Monday, Nov. 10, 1947
The Noose
For weeks Peron had been maneuvering his flyswatter nearer & nearer the gadfly Socialist weekly La Vanguardia. First he closed Vanguardia's B.A. plant, on the deadpan excuse that it violated municipal ordinances (TIME, Sept. 8). Since then the Socialists have skipped from one secret printing plant to another, sometimes publishing on wrapping paper, but always publishing. Last week Peron seemed to have the swatter poised; a new decree required each paper to carry its printer's name and address on penalty of confiscation of the issue.
The big commercial dailies also felt the threat of a swat. For four months, newsprint imports had been banned. Now the Government was letting paper in if buyers surrendered part of it for resale to the noisy pro-Peron press. Staunchly independent La Prensa, desperate for newsprint, was asked to give up half its incoming shipments; the more tractable El Mundo chain (one newspaper, six magazines, a radio station) could keep 70%. The warning to the press was clear: angle your stories right to stay in business.

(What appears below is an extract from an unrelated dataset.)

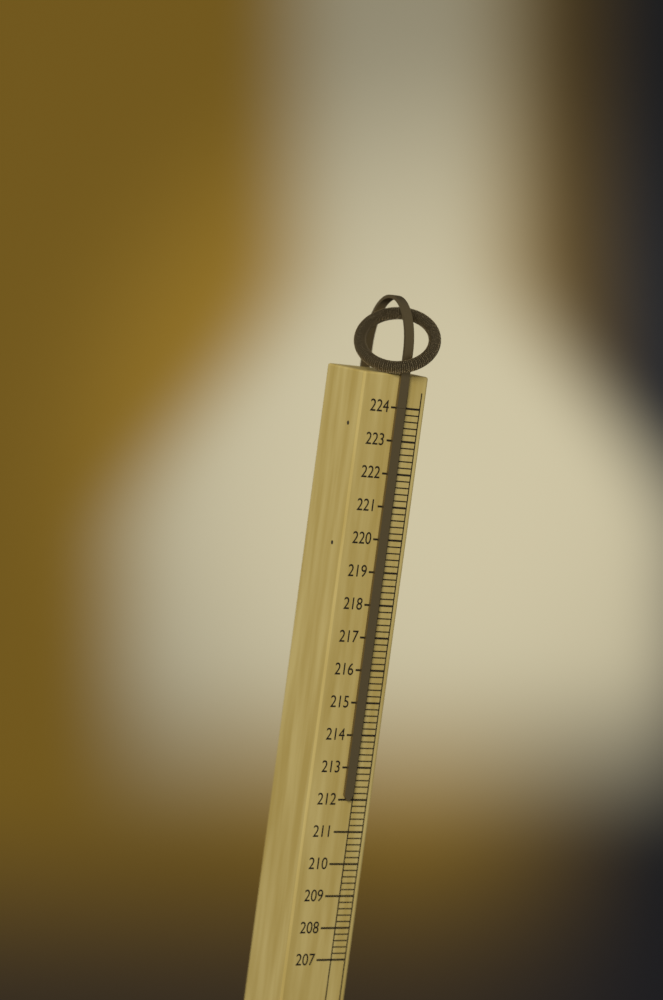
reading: 212.0 (no unit)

No one could fairly compare Peron's Argentina to a European police state. Socialists, even Communists, could stage street-corner meetings and shout bitterly against the Government, if they dared the stones of exuberant Peronistas. But the press throttle was ominous, even though Peronistas, who blandly assert that the press is free, could point to La Prensa's reprinting excerpts from last week's warning by the New York Times: "This is the classic first step by which dictatorship is imposed upon a people. By its very nature, dictatorship moves inexorably to stifle the voice of a free press and to destroy the sources of trustworthy information. . . . In following in this respect the pattern endorsed by Stalin and Hitler, Mussolini and Franco, Senor Peron has embarked on a course of infinite danger to his country."